Paid plans start at $9/mo per user, though the primary tiers are Builder at $25/mo and Pro at $50/mo. The platform bundles a cloud database, authentication, storage, and serverless functions into every paid plan, eliminating the need for separate backend services like Supabase or Firebase. This bundled approach means the sticker price covers both the AI development environment and the production infrastructure.
Plan Comparison
| Feature | Free | Builder ($25/mo) | Pro ($50/mo) | Scale (Custom) |
|---|---|---|---|---|
| Bits of Usage | 100 | 1,000 | 2,250 | 4,800+ |
| AI App Creation via Chat | Yes | Yes | Yes | Yes |
| Database Creation | No | Yes | Yes | Yes |
| TestFlight Upload | No | Automatic | Automatic | Automatic |
| Full Code Editor | No | No | Yes | Yes |
| Real-time Console Logs | No | No | Yes | Yes |
| Code Ownership | No | Yes | Yes | Yes |
| Support Level | None | Standard | Priority | Dedicated |
| Adjustable Bit Limits | No | No | No | Yes |
The Builder-to-Pro upgrade is the strongest value step in the lineup. For an additional $25/mo, you gain 1,250 extra Bits (a 125% increase), the full code editor for direct SwiftUI modification, and real-time console logs for debugging. Developers who need hands-on control over AI-generated SwiftUI code will find the Pro tier essential -- the code editor eliminates the need to export to Xcode for routine adjustments.
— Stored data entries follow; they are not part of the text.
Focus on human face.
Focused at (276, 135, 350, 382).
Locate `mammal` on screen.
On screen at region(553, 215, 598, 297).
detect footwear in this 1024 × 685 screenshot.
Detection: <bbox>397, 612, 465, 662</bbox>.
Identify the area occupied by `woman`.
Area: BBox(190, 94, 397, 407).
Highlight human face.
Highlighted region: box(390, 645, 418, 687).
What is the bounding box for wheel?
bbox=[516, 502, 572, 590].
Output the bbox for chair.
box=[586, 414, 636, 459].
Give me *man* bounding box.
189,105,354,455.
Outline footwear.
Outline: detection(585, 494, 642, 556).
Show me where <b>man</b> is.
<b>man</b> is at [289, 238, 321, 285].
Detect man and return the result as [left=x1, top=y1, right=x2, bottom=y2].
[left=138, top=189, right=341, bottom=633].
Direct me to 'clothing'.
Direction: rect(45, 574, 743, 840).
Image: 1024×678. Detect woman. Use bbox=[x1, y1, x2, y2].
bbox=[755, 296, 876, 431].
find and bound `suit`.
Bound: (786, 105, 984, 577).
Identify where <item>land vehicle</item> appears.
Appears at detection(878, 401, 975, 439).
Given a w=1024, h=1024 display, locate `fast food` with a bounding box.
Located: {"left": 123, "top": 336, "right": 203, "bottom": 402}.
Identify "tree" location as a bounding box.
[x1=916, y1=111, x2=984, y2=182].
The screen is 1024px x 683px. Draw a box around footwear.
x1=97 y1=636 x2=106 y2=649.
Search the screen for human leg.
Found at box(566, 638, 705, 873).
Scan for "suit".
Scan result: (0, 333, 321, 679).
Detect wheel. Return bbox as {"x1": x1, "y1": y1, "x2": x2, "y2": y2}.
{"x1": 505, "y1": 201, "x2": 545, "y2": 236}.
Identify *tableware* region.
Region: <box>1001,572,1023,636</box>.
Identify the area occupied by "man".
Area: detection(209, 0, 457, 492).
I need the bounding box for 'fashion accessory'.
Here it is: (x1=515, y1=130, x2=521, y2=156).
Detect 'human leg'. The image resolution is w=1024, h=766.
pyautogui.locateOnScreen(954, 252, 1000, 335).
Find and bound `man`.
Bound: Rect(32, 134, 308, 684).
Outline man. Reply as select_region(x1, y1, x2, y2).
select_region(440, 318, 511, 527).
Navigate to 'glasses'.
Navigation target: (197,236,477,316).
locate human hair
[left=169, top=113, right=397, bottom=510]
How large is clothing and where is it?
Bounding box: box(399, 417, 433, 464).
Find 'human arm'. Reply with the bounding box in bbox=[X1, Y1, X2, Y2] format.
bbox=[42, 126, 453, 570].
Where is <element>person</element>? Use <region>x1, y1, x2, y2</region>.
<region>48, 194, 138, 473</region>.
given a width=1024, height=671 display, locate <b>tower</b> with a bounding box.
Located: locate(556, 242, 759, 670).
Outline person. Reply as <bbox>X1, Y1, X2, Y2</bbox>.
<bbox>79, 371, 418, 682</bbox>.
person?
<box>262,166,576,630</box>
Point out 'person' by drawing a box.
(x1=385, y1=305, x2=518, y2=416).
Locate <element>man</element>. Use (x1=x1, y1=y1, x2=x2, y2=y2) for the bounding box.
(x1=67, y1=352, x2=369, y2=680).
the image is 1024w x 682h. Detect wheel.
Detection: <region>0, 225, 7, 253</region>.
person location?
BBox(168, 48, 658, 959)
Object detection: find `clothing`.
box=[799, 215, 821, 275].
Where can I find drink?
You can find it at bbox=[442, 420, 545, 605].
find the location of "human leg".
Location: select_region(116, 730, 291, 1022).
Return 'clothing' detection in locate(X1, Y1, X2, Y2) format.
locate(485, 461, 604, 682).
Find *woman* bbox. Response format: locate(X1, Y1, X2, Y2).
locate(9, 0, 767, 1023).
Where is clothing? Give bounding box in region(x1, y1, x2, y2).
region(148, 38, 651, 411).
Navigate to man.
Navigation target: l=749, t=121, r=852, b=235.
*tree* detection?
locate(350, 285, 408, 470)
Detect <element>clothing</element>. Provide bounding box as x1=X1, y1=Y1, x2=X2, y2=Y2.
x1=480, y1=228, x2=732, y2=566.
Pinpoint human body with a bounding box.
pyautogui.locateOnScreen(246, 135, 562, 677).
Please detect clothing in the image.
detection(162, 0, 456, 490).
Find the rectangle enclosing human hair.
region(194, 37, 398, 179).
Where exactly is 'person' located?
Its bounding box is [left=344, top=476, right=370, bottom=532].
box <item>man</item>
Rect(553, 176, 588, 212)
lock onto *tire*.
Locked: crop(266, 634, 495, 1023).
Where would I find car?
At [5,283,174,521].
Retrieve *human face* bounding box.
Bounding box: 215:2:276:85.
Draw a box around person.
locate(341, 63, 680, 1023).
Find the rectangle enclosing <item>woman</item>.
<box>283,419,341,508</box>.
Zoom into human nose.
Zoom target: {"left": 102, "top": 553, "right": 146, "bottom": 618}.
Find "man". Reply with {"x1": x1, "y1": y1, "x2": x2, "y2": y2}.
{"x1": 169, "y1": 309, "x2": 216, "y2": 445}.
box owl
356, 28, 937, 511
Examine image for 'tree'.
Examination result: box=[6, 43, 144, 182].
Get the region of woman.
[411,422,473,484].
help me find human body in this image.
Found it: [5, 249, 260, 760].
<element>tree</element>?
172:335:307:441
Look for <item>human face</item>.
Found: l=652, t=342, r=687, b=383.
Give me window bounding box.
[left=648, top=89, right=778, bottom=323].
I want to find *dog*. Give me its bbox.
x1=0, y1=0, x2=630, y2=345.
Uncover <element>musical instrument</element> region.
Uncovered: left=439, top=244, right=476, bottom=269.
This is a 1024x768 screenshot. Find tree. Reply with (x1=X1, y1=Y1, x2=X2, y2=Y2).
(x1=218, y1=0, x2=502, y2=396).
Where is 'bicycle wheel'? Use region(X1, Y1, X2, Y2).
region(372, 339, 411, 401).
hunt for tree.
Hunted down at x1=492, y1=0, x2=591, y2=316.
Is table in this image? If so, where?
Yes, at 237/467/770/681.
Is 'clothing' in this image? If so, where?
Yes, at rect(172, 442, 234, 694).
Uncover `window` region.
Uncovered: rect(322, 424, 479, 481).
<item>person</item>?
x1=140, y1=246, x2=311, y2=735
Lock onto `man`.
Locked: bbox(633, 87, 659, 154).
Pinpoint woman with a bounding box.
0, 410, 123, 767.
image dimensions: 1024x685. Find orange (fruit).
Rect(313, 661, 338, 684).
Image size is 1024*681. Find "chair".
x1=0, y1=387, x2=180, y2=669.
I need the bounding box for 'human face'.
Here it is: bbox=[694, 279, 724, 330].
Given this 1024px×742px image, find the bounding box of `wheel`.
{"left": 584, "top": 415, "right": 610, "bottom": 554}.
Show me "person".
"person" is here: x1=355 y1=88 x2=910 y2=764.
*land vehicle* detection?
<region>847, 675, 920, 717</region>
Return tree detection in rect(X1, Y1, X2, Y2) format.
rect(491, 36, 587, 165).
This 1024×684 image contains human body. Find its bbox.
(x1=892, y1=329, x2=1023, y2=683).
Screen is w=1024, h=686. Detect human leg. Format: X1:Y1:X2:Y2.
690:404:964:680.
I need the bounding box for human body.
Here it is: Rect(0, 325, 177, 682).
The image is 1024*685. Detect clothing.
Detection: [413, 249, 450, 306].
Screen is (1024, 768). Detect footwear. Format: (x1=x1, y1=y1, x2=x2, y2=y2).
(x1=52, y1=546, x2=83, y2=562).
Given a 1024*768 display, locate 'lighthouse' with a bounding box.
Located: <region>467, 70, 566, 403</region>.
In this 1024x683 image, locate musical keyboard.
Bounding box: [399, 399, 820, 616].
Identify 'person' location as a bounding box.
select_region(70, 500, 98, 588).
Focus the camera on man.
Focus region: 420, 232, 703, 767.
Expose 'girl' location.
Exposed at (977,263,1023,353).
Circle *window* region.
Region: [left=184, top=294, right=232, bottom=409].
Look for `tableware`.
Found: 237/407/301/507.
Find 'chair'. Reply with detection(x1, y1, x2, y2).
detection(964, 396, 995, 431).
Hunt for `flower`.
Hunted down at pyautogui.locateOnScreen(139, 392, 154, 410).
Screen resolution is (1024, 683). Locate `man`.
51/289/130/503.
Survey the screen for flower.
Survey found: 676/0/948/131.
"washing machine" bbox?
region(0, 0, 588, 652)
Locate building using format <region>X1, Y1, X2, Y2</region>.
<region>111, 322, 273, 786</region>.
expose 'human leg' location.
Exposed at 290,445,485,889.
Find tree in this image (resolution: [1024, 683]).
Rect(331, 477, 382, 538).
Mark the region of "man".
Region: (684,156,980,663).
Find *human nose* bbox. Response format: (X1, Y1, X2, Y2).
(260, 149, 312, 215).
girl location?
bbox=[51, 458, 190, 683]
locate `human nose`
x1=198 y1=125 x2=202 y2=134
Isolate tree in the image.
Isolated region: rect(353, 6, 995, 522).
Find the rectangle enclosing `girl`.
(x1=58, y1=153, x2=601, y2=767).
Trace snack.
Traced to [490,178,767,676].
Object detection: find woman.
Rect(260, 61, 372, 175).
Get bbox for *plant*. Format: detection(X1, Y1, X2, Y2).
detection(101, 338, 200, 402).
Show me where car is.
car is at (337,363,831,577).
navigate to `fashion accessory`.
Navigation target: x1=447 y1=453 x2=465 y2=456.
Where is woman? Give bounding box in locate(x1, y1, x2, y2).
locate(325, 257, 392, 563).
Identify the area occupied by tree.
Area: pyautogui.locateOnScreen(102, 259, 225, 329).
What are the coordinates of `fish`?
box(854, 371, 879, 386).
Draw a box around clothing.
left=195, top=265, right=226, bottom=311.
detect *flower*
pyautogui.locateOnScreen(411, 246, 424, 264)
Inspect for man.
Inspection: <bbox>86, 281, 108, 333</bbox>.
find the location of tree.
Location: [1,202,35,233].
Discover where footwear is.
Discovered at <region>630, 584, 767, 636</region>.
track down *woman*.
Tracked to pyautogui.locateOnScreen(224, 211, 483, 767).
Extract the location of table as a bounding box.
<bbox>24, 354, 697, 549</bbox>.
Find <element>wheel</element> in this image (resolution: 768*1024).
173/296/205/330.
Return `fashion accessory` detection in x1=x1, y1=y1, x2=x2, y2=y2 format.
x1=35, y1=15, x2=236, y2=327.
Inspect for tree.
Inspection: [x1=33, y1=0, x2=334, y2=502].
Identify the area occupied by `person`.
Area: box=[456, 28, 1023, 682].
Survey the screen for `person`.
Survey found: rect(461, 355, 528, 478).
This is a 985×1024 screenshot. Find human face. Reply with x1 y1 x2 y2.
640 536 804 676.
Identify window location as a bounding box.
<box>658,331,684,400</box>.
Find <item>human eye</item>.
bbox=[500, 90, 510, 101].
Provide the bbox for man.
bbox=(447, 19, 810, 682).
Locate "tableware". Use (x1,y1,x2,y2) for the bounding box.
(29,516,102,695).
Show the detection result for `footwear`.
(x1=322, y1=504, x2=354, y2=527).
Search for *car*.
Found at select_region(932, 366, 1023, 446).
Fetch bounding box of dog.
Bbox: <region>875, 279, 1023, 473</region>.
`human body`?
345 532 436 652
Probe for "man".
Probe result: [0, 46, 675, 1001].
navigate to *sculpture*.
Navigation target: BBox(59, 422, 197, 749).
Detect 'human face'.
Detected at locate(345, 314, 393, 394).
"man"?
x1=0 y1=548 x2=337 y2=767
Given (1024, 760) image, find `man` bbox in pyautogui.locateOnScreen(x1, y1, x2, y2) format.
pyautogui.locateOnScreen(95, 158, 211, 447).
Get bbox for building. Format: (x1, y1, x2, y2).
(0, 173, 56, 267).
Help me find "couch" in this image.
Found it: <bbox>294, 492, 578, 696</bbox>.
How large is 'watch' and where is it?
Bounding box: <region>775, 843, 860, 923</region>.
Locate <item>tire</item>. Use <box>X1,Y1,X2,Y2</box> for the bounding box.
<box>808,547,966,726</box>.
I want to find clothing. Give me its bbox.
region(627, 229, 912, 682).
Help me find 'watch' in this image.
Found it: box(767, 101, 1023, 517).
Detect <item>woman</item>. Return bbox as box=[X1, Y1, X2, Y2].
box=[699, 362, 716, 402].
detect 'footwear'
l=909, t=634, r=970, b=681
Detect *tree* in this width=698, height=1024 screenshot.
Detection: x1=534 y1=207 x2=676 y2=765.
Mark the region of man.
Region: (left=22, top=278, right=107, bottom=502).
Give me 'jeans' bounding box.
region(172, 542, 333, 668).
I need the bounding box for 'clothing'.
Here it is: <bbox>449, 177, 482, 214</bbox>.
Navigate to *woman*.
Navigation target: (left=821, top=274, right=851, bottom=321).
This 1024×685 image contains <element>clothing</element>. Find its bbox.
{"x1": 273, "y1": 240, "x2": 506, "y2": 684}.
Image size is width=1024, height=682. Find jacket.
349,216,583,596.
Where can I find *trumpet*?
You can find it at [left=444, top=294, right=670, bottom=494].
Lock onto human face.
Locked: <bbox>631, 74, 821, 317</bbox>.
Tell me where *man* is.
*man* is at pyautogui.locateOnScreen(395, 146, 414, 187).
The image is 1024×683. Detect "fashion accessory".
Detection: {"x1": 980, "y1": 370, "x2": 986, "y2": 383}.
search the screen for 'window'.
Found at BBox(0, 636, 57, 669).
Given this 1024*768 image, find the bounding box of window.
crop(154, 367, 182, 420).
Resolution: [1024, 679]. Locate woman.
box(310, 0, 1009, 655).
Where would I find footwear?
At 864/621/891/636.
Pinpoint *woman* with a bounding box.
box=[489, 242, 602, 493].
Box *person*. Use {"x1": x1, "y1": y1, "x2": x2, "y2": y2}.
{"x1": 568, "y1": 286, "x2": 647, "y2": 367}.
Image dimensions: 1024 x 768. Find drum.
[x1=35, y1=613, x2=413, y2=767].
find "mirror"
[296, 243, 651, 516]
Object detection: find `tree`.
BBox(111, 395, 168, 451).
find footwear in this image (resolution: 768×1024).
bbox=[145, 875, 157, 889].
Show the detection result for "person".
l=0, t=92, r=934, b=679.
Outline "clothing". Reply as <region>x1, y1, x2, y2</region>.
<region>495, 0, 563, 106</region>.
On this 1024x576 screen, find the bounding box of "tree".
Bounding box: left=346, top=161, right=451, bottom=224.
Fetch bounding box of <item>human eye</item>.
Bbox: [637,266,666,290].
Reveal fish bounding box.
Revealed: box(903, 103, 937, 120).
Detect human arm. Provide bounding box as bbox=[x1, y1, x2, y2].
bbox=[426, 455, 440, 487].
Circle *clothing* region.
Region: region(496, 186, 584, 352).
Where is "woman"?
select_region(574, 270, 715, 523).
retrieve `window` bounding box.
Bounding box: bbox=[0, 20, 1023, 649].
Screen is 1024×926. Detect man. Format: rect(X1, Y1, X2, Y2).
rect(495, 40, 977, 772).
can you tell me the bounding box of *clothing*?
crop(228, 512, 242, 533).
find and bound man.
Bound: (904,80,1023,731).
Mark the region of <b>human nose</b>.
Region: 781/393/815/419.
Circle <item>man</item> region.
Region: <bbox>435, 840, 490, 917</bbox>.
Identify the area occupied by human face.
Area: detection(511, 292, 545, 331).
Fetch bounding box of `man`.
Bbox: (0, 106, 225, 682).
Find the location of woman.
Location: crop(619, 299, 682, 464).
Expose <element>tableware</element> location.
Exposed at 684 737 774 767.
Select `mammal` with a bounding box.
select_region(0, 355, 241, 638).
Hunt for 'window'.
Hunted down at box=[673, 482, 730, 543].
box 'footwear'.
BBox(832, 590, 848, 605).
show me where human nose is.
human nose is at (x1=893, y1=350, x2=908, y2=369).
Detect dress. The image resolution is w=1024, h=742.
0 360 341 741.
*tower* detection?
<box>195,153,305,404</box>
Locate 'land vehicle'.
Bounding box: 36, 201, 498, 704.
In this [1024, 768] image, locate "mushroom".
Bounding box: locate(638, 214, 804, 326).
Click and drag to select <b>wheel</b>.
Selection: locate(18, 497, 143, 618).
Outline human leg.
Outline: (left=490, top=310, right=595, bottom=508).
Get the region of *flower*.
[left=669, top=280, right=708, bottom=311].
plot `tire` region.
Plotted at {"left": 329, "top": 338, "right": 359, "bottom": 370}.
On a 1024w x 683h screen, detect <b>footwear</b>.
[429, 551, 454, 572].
The free tier's 100-Bit cap is tight. Expect it to cover one or two simple prototypes at most before hitting the limit.
Hidden Costs and Considerations
Apple's Developer Program fee ($99/year) is required to publish to the App Store or TestFlight -- Nativeline cannot waive this. Bits are consumed per generation cycle, so heavy iteration on complex apps burns through allocations faster than straightforward builds. The Scale tier requires a direct conversation with the Nativeline team for pricing, which adds procurement friction for teams with strict budgeting timelines. There is no published annual discount, so monthly billing is the default commitment level across all plans.
Cost Estimates by Team Size
Nativeline charges per account, not per seat within an account, so team costs scale linearly:
- Solo founder: The Builder plan at $25/mo covers most MVP-stage projects. Add the $99/year Apple Developer fee, and annual cost runs approximately $399.
- Small team (3 developers): Three Pro accounts total $150/mo, providing 6,750 combined Bits and full code editing for each member. Three Builder accounts at $75/mo total offer a lighter alternative when the code editor is not a priority.
- Studio or agency (5+ developers): The Scale tier becomes the practical choice here. With 4,800+ Bits per account and adjustable limits, teams should negotiate volume pricing directly with Nativeline. Budget $200-400/mo depending on account count and project velocity.
How Nativeline AI + Cloud Pricing Compares
Nativeline occupies a distinct niche -- it generates native SwiftUI apps from natural language, while most developer tools in this category focus on web-based dashboards or internal tooling. The pricing comparison reflects this difference in scope.
| Tool | Model | Starting Price | Target Use Case |
|---|---|---|---|
| Nativeline AI + Cloud | Usage-Based | $25/mo | Native iOS/Mac app generation from prompts |
| Cursor | Usage-Based | $20/mo | AI-assisted code editing across languages |
| Appsmith | Freemium | $15/mo | Open-source internal app development |
| Retool | Freemium | Free tier | Internal tool building with drag-and-drop UI |
Nativeline's $25/mo entry point is competitive with Cursor's $20/mo, but the value propositions diverge sharply. Cursor accelerates coding across any language, while Nativeline replaces the entire native app development stack -- IDE, backend, and deployment pipeline. For teams committed to shipping on the App Store, Nativeline's bundled cloud database and automatic TestFlight deployment offset costs that would otherwise go to separate backend providers.